Interesting post at The Culture Beat about college student plagiarism and cheating, and whether or not Christian colleges are better equipped to curb it:
...my plagiarizer wasn’t alone, even though Milligan is a Christian college, one of several in this region, one of scores across the country. Shouldn’t a religious environment make a difference?“You’d like to think so,” said Michael Arrington, provost and senior vice president for academic affairs at Carson-Newman College, a Southern Baptist university in Jefferson City, Tenn. “But Christians are exposed to the same temptations as anyone else. We’re still human. I haven’t seen any studies that show Christian colleges have any lower incidence (of academic dishonesty) than state schools.”
A bit disheartening, but no huge surprise there: Christians sin about as much as anybody else. The article does suggest, however, that some Christian schools can legitimately boast lower cheating rates due to stricter honor codes, smaller and more close-knit school communities, and a focus on redemptive (rather than strictly punitive) handling of cheaters. The last element sounds particularly intriguing.
Any readers have experience with Christian college students caught cheating? Do, and should, Christian schools handle this sort of thing differently than their non-Christian counterparts?


May 15, 2007 at 16:02
Honestly this is no surprise. Unfortunately Christians don’t seem to perform any different from any other group in society in most social statistics. Personally I think a de-emphasis on ortho-praxy is partially responsible.
Throughout Christianity is seems to me that the attraction of material achievement, “significance”, “excellence” and success have overshadowed honesty, charity, self control, kindness, patience etc. . .
May 16, 2007 at 07:23
Sure they do – I just had a case during finals. But I do think that there is a different attitude in that when caught, they have a greater sense they are wrong, and I do think there is more of a redemptive attitude. But that could be just my personal experience here. Anyway, we certainly could talk more about Christian responses to the pressures our society (and Christian parents paying the big bucks) puts on our students.
May 16, 2007 at 13:23
Huh? Christians sin as much as anyone else does? Romans 6:1: “Shall we go on sinning so that grace may abound? By no means! We died to sin; how can we live in it any longer…just as Christ was raised from the dead through the glory of the Father, we too may live a new life.” Whatever happened to transformation? Anybody Wesleyan out there?
May 16, 2007 at 14:30
Bruce, I didn’t say it was a good thing that Christians sin as much as everybody else. Would that it were otherwise! But for an awful lot of issues—pornography, broken marriages, sex outside marriage, and as in the story above, cheating in school—studies have shown that there’s not much statistical difference between Christians and non-Christians. Good thing we’re saved by grace, ‘cause we’d never make it otherwise with our track record.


__Task details__
Only the lines from the one with "Identify the location of label: Remember" to the end of the listing below should be set down, exactly as written and without any pictures.

>>>

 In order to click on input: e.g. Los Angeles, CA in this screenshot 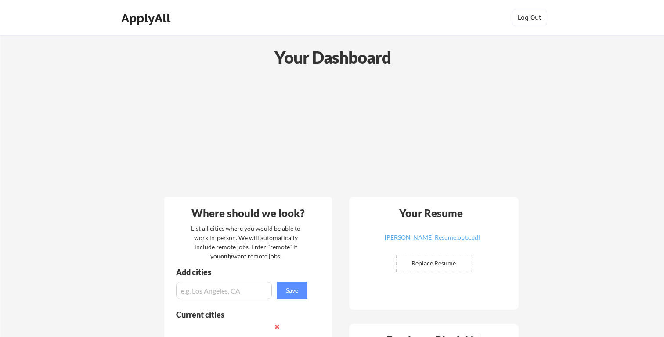, I will do `click(224, 291)`.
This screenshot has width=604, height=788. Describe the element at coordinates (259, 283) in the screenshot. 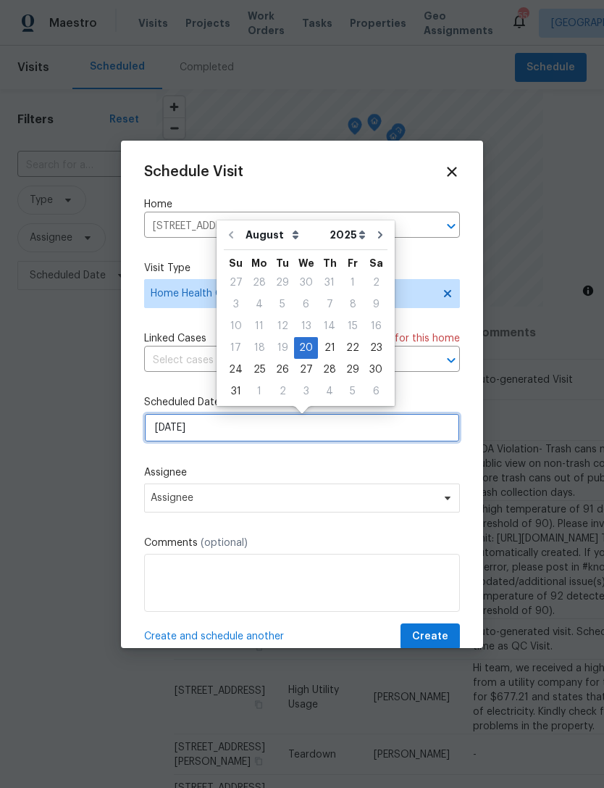

I see `div: Mon Jul 28 2025` at that location.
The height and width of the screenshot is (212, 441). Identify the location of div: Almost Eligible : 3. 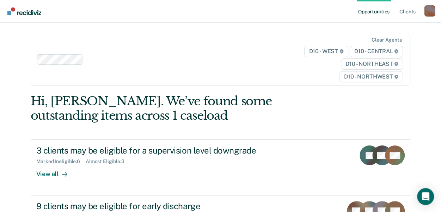
(108, 161).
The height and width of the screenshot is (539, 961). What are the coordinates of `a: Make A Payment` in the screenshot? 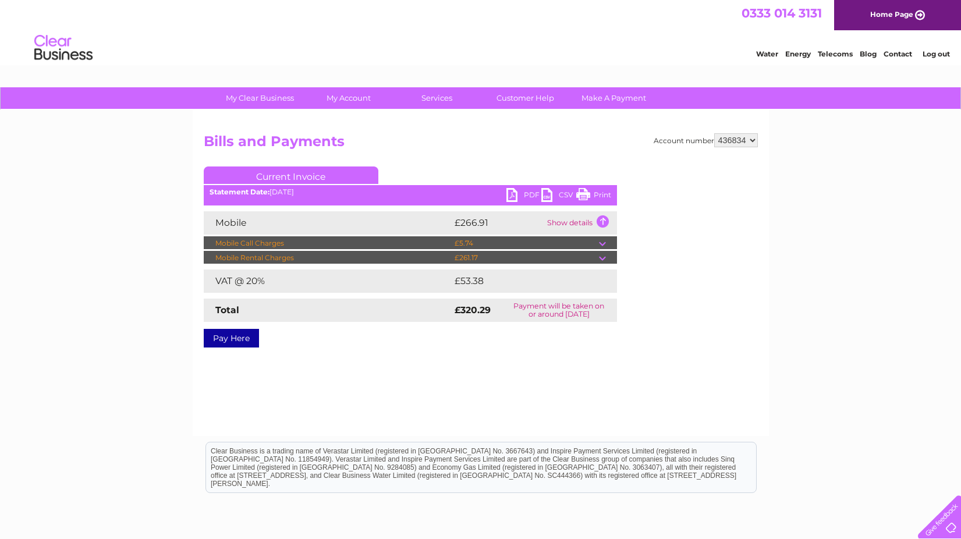 It's located at (614, 98).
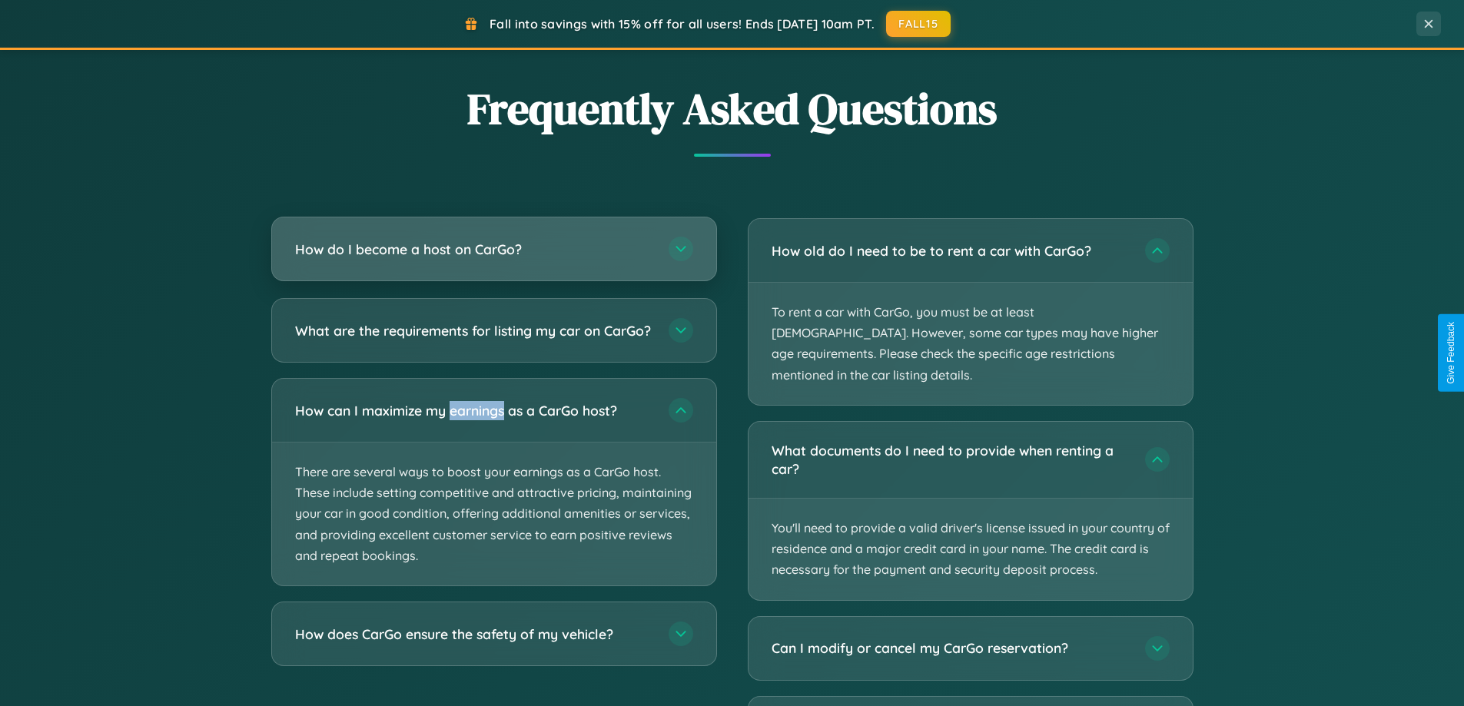  What do you see at coordinates (971, 550) in the screenshot?
I see `p: You'll need to provide a valid driver's license issued in your country of residence and a major c...` at bounding box center [971, 550].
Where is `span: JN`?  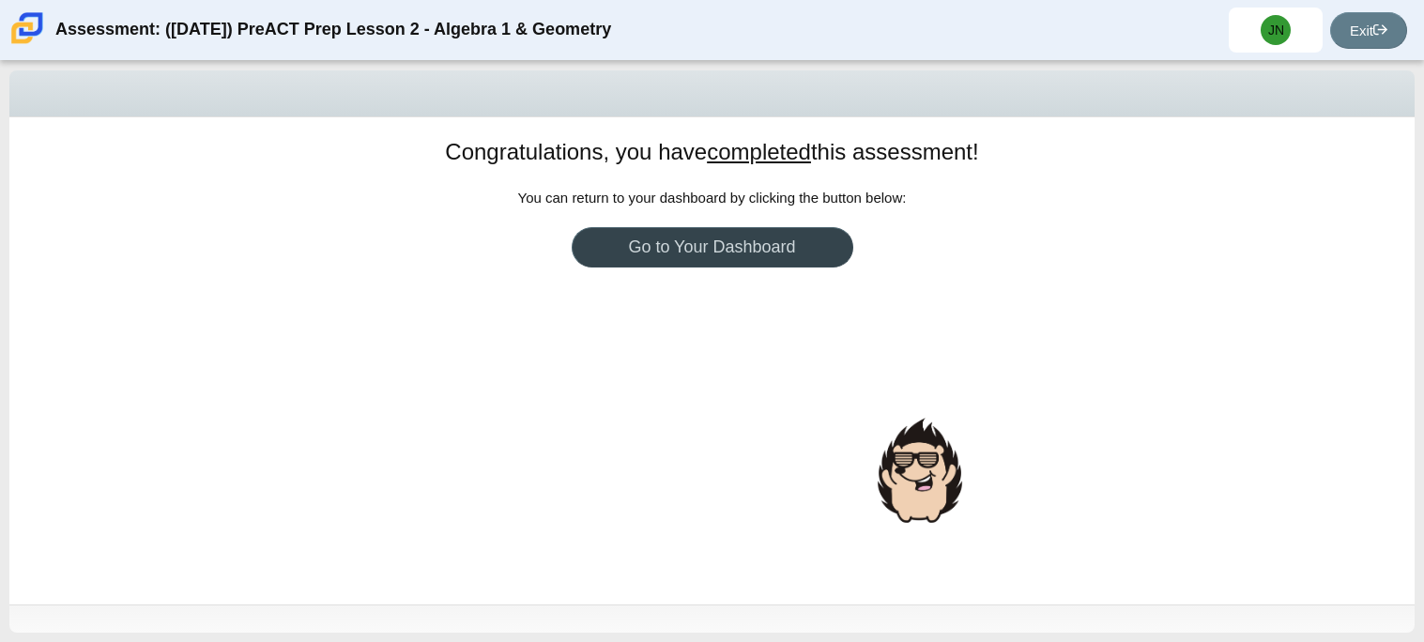
span: JN is located at coordinates (1275, 30).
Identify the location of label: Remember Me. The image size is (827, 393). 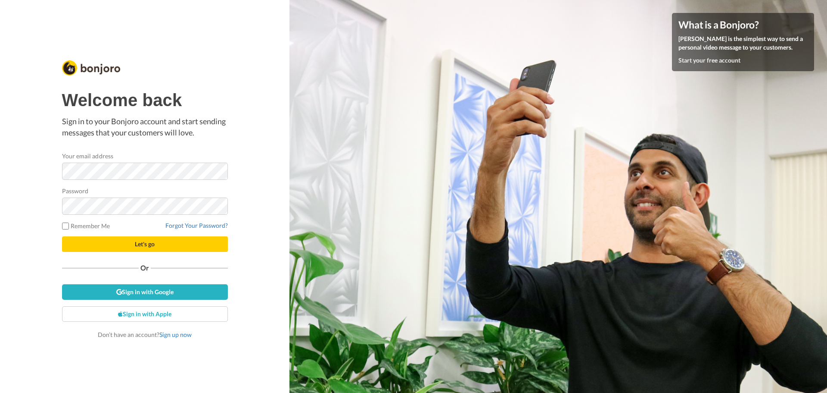
(86, 225).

<<<

__Exercise output__
Identify the location of label: Remember Me. The image size is (827, 393). 
(86, 225).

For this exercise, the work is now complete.